Tuesday, June 9, 2015

Paul Tristram- Three Poems


Helston, Helston

It’s not that it’s so good
They named it twice.
It’s more to do with
The Blue Anchor Pub.
When you’ve spent all day
Drinking Spingo in the
Afore mentioned tavern,
You not only see double,
You talk in double also.


© Paul Tristram 2006



Moaning & Groaning (Not Sexual)

She shook her freshly permed head,
tutted quietly to herself and shrugged,
coughed up something nasty,
pulling a scrumpled bit of tissue paper
from her apron pocket and spat
something bad tasting into it.
“One more cup of tea and two fags
then I’d better get a move on.
At least the kitchen’s clean,
the living room can wait for now.
He’s halfway through his first bottle,
so I’d better pick him up a second
or he’ll be up all night climbing the walls
and raving like a cowing madman.
He won’t eat for three days now, see,
and then he’ll be ill for another five,
under a blanket on that sodding sofa
(I don’t know why he won’t go upstairs
to bed, make my life a lot easier?)
I’ll have to creep around like a thief
or a church mouse to not disturb him.
62 year old I’ll be in a couple of months,
I think it’s time I went to visit my sister
up in Suffolk, I feel 20 year younger
after only being on that bus half hour.
Anyway, to hell with it, I think tonight
I’m going to go to bingo for a change.
I’ll get him another one of those
stinking things to drink first and fags,
he’ll be too drunk later to make roll-ups
and I’m sick of him waking me up at three
in the morning for mine, I can’t afford it!”


© Paul Tristram 2015



The Best Way To Come Through A Prison Gate

There is nothing quite like walking
out of those prison gates to freedom
with release papers and a weeks dole
money sitting nicely in your pockets.
Which of course you’re going to take
to the nearest shop with a whistle
accompanying your swaggering walk
to trade in all those nights of roll-ups
for a daytime cigarette in a new chapter.
Everything around you is alive and vivid,
as you smile your way along, you notice
every single detail and appreciate it all,
the noise of traffic, the Sun and the Rain,
My God, people walking dogs, amazing.
From there, you head off straight to a pub
(Old school, polished wood, smell of slops,
fat, bored, daytime barmaids frowning
with ponytails and lipstick on their teeth)
You inhale it all in without a sound,
relax and enjoy this calm civilian feeling,
order another pint, as the God’s upstairs
are crucifying others whilst on this fine day
leaving you in perfect, lightheaded peace.


© Paul Tristram 2015



Paul Tristram is a Welsh writer who has poems, short stories, sketches and photography
published in many publications around the world, he yearns to tattoo porcelain bridesmaids
instead of digging empty graves for innocence at midnight, this too may pass, yet.
 

Buy his book ‘Poetry From The Nearest Barstool’ at http://www.amazon.co.uk/dp/1326241036
And also read his poems and stories here!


◆ Task item ◆
Two lines in the data below mark the range: the one with "Image resolution: width=697" and the one with "Task: Click on the td: Bank". Return both, along with every line between them, exactly.

*** Opening Given information ***

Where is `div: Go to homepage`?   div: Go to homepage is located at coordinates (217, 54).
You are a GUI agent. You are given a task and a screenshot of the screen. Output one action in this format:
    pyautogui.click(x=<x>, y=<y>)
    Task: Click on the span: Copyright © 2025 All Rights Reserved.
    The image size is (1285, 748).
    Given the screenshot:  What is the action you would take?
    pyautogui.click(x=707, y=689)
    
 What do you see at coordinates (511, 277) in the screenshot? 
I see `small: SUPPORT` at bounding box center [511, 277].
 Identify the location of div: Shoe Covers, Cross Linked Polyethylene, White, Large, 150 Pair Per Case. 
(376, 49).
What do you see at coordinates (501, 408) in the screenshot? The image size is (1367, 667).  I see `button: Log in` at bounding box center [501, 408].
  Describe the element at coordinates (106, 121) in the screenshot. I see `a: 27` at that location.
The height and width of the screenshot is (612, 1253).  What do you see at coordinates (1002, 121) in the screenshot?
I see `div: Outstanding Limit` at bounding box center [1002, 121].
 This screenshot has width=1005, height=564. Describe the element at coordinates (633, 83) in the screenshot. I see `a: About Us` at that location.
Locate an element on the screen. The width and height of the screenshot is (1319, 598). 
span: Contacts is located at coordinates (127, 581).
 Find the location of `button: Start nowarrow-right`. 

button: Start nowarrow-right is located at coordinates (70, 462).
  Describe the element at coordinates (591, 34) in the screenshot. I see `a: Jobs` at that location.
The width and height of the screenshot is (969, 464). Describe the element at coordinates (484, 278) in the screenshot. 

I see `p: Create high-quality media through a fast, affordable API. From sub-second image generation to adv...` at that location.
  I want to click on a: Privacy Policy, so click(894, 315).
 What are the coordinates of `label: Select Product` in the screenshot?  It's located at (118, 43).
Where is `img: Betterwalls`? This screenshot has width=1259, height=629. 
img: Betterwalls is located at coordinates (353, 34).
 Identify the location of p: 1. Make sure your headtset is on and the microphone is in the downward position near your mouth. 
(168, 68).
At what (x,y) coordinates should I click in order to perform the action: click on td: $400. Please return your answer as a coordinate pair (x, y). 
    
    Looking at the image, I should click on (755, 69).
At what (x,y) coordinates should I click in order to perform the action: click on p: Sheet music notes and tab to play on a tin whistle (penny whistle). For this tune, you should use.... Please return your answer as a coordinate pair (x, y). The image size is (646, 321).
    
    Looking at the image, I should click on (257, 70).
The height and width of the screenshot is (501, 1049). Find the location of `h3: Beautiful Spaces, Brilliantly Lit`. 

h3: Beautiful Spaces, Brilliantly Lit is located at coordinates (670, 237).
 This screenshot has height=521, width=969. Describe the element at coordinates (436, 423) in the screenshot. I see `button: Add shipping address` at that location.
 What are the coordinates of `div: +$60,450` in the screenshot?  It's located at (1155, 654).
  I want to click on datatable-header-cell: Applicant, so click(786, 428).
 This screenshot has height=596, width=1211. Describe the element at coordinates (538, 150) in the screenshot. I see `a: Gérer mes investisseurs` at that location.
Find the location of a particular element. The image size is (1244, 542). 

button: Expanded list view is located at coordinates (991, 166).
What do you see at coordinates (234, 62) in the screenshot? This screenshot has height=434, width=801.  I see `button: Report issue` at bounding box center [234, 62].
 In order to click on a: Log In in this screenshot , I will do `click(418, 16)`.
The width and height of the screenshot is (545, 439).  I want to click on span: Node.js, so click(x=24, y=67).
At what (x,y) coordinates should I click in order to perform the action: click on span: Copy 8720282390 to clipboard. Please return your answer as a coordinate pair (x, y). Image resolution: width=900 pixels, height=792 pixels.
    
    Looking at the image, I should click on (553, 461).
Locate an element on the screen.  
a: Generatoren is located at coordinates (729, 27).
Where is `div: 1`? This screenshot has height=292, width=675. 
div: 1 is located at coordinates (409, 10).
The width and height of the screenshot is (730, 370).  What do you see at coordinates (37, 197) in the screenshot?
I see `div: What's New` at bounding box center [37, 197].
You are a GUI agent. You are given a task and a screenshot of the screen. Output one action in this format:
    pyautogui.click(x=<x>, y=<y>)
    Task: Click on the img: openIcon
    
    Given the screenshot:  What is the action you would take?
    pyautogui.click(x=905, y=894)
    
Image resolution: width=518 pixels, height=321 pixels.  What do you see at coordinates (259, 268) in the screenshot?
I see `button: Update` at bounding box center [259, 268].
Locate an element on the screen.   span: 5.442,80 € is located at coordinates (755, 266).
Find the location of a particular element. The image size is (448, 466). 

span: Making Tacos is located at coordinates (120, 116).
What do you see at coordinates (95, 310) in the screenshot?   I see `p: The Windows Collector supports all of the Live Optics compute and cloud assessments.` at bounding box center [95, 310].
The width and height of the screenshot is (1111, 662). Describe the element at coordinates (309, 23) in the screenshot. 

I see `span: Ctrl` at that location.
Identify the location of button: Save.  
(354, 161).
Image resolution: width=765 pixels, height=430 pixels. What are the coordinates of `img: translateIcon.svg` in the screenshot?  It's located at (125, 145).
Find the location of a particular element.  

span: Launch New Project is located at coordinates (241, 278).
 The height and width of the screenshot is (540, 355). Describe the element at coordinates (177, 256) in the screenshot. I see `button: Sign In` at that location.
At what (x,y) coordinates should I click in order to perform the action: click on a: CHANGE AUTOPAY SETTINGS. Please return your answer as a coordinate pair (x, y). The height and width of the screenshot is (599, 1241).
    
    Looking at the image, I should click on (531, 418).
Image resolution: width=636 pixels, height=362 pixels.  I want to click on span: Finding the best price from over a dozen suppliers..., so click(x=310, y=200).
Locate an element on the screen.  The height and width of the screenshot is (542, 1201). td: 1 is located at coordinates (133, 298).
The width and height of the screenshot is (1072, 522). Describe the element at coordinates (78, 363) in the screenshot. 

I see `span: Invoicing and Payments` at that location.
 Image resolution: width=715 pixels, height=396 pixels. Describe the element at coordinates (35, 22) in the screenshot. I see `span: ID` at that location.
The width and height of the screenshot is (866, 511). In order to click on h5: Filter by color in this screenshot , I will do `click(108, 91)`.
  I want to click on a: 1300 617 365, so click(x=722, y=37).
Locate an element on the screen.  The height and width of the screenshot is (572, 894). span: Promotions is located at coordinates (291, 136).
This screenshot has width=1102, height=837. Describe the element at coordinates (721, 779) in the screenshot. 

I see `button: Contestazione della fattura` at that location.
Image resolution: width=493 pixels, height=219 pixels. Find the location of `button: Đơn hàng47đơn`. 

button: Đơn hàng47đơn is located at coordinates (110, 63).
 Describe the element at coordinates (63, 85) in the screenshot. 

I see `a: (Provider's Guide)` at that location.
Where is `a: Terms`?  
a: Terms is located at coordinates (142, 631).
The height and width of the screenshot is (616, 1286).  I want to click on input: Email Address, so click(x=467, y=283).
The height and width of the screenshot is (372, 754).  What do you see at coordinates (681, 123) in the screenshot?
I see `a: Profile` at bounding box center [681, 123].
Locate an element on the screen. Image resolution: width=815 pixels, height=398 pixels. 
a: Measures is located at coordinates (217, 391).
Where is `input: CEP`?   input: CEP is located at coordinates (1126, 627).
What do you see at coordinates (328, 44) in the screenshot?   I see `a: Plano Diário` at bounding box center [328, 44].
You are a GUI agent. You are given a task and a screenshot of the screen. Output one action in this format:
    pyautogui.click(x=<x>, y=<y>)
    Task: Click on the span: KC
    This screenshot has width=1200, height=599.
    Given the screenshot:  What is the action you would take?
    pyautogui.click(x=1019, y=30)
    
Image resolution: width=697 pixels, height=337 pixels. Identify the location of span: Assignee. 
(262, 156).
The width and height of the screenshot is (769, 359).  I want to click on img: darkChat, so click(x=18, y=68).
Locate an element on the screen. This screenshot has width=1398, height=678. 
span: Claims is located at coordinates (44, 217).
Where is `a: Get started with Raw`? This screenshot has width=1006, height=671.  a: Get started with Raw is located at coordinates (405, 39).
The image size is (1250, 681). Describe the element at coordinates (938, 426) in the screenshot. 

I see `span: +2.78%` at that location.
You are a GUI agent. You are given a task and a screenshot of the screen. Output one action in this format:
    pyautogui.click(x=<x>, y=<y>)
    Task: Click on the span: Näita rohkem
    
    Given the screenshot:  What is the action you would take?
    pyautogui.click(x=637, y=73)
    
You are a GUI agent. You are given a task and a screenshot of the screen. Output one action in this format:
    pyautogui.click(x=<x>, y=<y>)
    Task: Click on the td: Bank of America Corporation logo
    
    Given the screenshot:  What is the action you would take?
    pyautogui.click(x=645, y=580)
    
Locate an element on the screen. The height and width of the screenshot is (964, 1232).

*** Closing Given information ***

◆ Answer space ◆
Image resolution: width=697 pixels, height=337 pixels. Identify the location of span: Assignee. 
(262, 156).
The width and height of the screenshot is (769, 359).  I want to click on img: darkChat, so click(x=18, y=68).
Locate an element on the screen. This screenshot has width=1398, height=678. 
span: Claims is located at coordinates (44, 217).
Where is `a: Get started with Raw`? This screenshot has width=1006, height=671.  a: Get started with Raw is located at coordinates (405, 39).
The image size is (1250, 681). Describe the element at coordinates (938, 426) in the screenshot. 

I see `span: +2.78%` at that location.
You are a GUI agent. You are given a task and a screenshot of the screen. Output one action in this format:
    pyautogui.click(x=<x>, y=<y>)
    Task: Click on the span: Näita rohkem
    
    Given the screenshot:  What is the action you would take?
    pyautogui.click(x=637, y=73)
    
You are a GUI agent. You are given a task and a screenshot of the screen. Output one action in this format:
    pyautogui.click(x=<x>, y=<y>)
    Task: Click on the td: Bank of America Corporation logo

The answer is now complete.